Saved entries:
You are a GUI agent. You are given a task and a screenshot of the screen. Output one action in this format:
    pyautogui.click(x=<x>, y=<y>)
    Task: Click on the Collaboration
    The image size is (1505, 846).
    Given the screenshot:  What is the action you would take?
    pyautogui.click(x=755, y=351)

> **PROBLEM TO SOLVE**
Your reply should hold all the entries, each repeated without a single change.

> **PROBLEM SOLUTION**
You are a GUI agent. You are given a task and a screenshot of the screen. Output one action in this format:
    pyautogui.click(x=<x>, y=<y>)
    Task: Click on the Collaboration
    The image size is (1505, 846).
    Given the screenshot:  What is the action you would take?
    pyautogui.click(x=755, y=351)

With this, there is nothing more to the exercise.